WEEKEND WHITE HOUSE, BEDMINSTER, N.J. In what appears to be a throwback to the days of Watergate, President Donald Trump has reportedly organized a band of so-called plumbers to investigate serious leaks at the White House. Anonymous confidential informants, all members of the White House staff, reported that the president is so disturbed by incessant leaks that he has ordered attorney general Sessions to head the search. Sessions has told other cabinet members that the leaks cannot continue, and that drastic action will be taken to curtail them. He has threatened to subpoena reporters who may have learned of the leaks from the White House staff.
The New York Times, in an editorial today that refused to identify sources, revealed that the current leakage is unrelated to the leak revealed in May. At that time, as reported in a Spoof exclusive, the problem was not technically a leak but was a backup and toilet overflow caused by an an ancient, unpumped White House cesspool. The Times' informants say the present issue is multiple leaks somewhere in an as yet undetermined pipe in the president's bathroom.
Sean Spicer, filling in for the new press secretary as Spicer prepares to leave the White House staff, said that if Sessions is in fact seeking the source of the leak, he would indeed need plumbers but that neither the president nor the attorney general feel that term is acceptable today. Spicer suggested if the plumbers do exist, they be called pipe fitters.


▶ **Problem to work on**:
Across the data below, how many lines have the word "type" in them? Respond with the number alone.

▶ **Figure record extracts**:
******************************

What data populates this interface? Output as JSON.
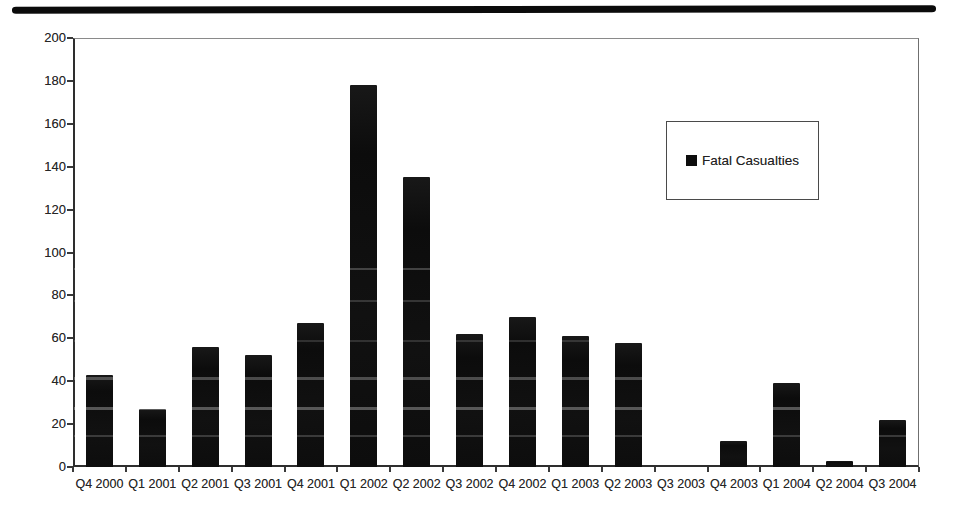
{
  "page": {
    "background_color": "#ffffff",
    "scan_artifact_bar": true
  },
  "chart_data": {
    "type": "bar",
    "title": "",
    "xlabel": "",
    "ylabel": "",
    "categories": [
      "Q4 2000",
      "Q1 2001",
      "Q2 2001",
      "Q3 2001",
      "Q4 2001",
      "Q1 2002",
      "Q2 2002",
      "Q3 2002",
      "Q4 2002",
      "Q1 2003",
      "Q2 2003",
      "Q3 2003",
      "Q4 2003",
      "Q1 2004",
      "Q2 2004",
      "Q3 2004"
    ],
    "series": [
      {
        "name": "Fatal Casualties",
        "values": [
          43,
          27,
          56,
          52,
          67,
          178,
          135,
          62,
          70,
          61,
          58,
          0,
          12,
          39,
          3,
          22
        ],
        "color": "#0d0d0d"
      }
    ],
    "ylim": [
      0,
      200
    ],
    "ytick_step": 20,
    "ytick_labels": [
      "0",
      "20",
      "40",
      "60",
      "80",
      "100",
      "120",
      "140",
      "160",
      "180",
      "200"
    ],
    "grid": false,
    "legend": {
      "position": "upper-right",
      "entries": [
        "Fatal Casualties"
      ],
      "marker_color": "#0d0d0d",
      "border_color": "#4a4a4a"
    }
  }
}
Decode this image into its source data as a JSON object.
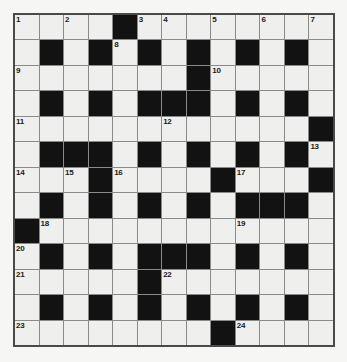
{
  "puzzle": {
    "title": "Crossword Grid",
    "type": "crossword",
    "rows": 13,
    "cols": 13,
    "colors": {
      "page_background": "#f6f6f4",
      "cell_white": "#efefed",
      "cell_block": "#121212",
      "grid_line": "#8a8a8a",
      "grid_border": "#4a4a4a",
      "number_text": "#1a1a1a"
    },
    "grid": [
      [
        "w",
        "w",
        "w",
        "w",
        "b",
        "w",
        "w",
        "w",
        "w",
        "w",
        "w",
        "w",
        "w"
      ],
      [
        "w",
        "b",
        "w",
        "b",
        "w",
        "b",
        "w",
        "b",
        "w",
        "b",
        "w",
        "b",
        "w"
      ],
      [
        "w",
        "w",
        "w",
        "w",
        "w",
        "w",
        "w",
        "b",
        "w",
        "w",
        "w",
        "w",
        "w"
      ],
      [
        "w",
        "b",
        "w",
        "b",
        "w",
        "b",
        "b",
        "b",
        "w",
        "b",
        "w",
        "b",
        "w"
      ],
      [
        "w",
        "w",
        "w",
        "w",
        "w",
        "w",
        "w",
        "w",
        "w",
        "w",
        "w",
        "w",
        "b"
      ],
      [
        "w",
        "b",
        "b",
        "b",
        "w",
        "b",
        "w",
        "b",
        "w",
        "b",
        "w",
        "b",
        "w"
      ],
      [
        "w",
        "w",
        "w",
        "b",
        "w",
        "w",
        "w",
        "w",
        "b",
        "w",
        "w",
        "w",
        "b"
      ],
      [
        "w",
        "b",
        "w",
        "b",
        "w",
        "b",
        "w",
        "b",
        "w",
        "b",
        "b",
        "b",
        "w"
      ],
      [
        "b",
        "w",
        "w",
        "w",
        "w",
        "w",
        "w",
        "w",
        "w",
        "w",
        "w",
        "w",
        "w"
      ],
      [
        "w",
        "b",
        "w",
        "b",
        "w",
        "b",
        "b",
        "b",
        "w",
        "b",
        "w",
        "b",
        "w"
      ],
      [
        "w",
        "w",
        "w",
        "w",
        "w",
        "b",
        "w",
        "w",
        "w",
        "w",
        "w",
        "w",
        "w"
      ],
      [
        "w",
        "b",
        "w",
        "b",
        "w",
        "b",
        "w",
        "b",
        "w",
        "b",
        "w",
        "b",
        "w"
      ],
      [
        "w",
        "w",
        "w",
        "w",
        "w",
        "w",
        "w",
        "w",
        "b",
        "w",
        "w",
        "w",
        "w"
      ]
    ],
    "numbers": [
      {
        "row": 0,
        "col": 0,
        "label": "1"
      },
      {
        "row": 0,
        "col": 2,
        "label": "2"
      },
      {
        "row": 0,
        "col": 5,
        "label": "3"
      },
      {
        "row": 0,
        "col": 6,
        "label": "4"
      },
      {
        "row": 0,
        "col": 8,
        "label": "5"
      },
      {
        "row": 0,
        "col": 10,
        "label": "6"
      },
      {
        "row": 0,
        "col": 12,
        "label": "7"
      },
      {
        "row": 1,
        "col": 4,
        "label": "8"
      },
      {
        "row": 2,
        "col": 0,
        "label": "9"
      },
      {
        "row": 2,
        "col": 8,
        "label": "10"
      },
      {
        "row": 4,
        "col": 0,
        "label": "11"
      },
      {
        "row": 4,
        "col": 6,
        "label": "12"
      },
      {
        "row": 5,
        "col": 12,
        "label": "13"
      },
      {
        "row": 6,
        "col": 0,
        "label": "14"
      },
      {
        "row": 6,
        "col": 2,
        "label": "15"
      },
      {
        "row": 6,
        "col": 4,
        "label": "16"
      },
      {
        "row": 6,
        "col": 9,
        "label": "17"
      },
      {
        "row": 8,
        "col": 1,
        "label": "18"
      },
      {
        "row": 8,
        "col": 9,
        "label": "19"
      },
      {
        "row": 9,
        "col": 0,
        "label": "20"
      },
      {
        "row": 10,
        "col": 0,
        "label": "21"
      },
      {
        "row": 10,
        "col": 6,
        "label": "22"
      },
      {
        "row": 12,
        "col": 0,
        "label": "23"
      },
      {
        "row": 12,
        "col": 9,
        "label": "24"
      }
    ]
  }
}
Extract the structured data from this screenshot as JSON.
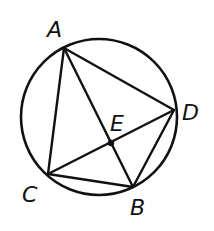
{
  "diagram": {
    "type": "circle-inscribed-quadrilateral",
    "circle": {
      "cx": 99,
      "cy": 117,
      "r": 78
    },
    "stroke_color": "#111111",
    "points": {
      "A": {
        "x": 64,
        "y": 48,
        "label": "A",
        "lx": 47,
        "ly": 37
      },
      "D": {
        "x": 174,
        "y": 110,
        "label": "D",
        "lx": 182,
        "ly": 120
      },
      "C": {
        "x": 48,
        "y": 174,
        "label": "C",
        "lx": 22,
        "ly": 202
      },
      "B": {
        "x": 133,
        "y": 187,
        "label": "B",
        "lx": 130,
        "ly": 215
      },
      "E": {
        "x": 111,
        "y": 143,
        "label": "E",
        "lx": 110,
        "ly": 131
      }
    },
    "segments": [
      "AD",
      "AC",
      "AB",
      "CD",
      "CB",
      "DB"
    ],
    "labels": {
      "A": "A",
      "B": "B",
      "C": "C",
      "D": "D",
      "E": "E"
    }
  }
}
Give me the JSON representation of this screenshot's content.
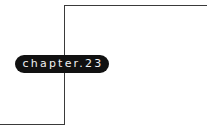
{
  "label": {
    "text": "chapter.23"
  },
  "colors": {
    "line": "#3a3a3a",
    "pill_bg": "#111111",
    "pill_text": "#f2f2f2"
  }
}
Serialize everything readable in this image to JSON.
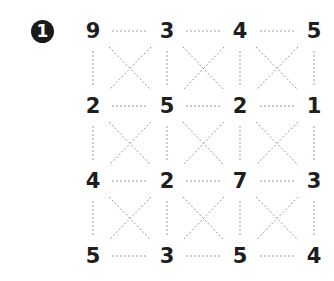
{
  "puzzle": {
    "number": "1",
    "grid": [
      [
        "9",
        "3",
        "4",
        "5"
      ],
      [
        "2",
        "5",
        "2",
        "1"
      ],
      [
        "4",
        "2",
        "7",
        "3"
      ],
      [
        "5",
        "3",
        "5",
        "4"
      ]
    ],
    "line_color": "#9a9a9a",
    "number_color": "#1e1e1e"
  }
}
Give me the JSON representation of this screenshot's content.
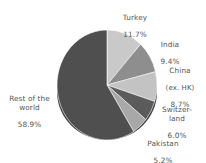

******************************

▶ **Response area**:
3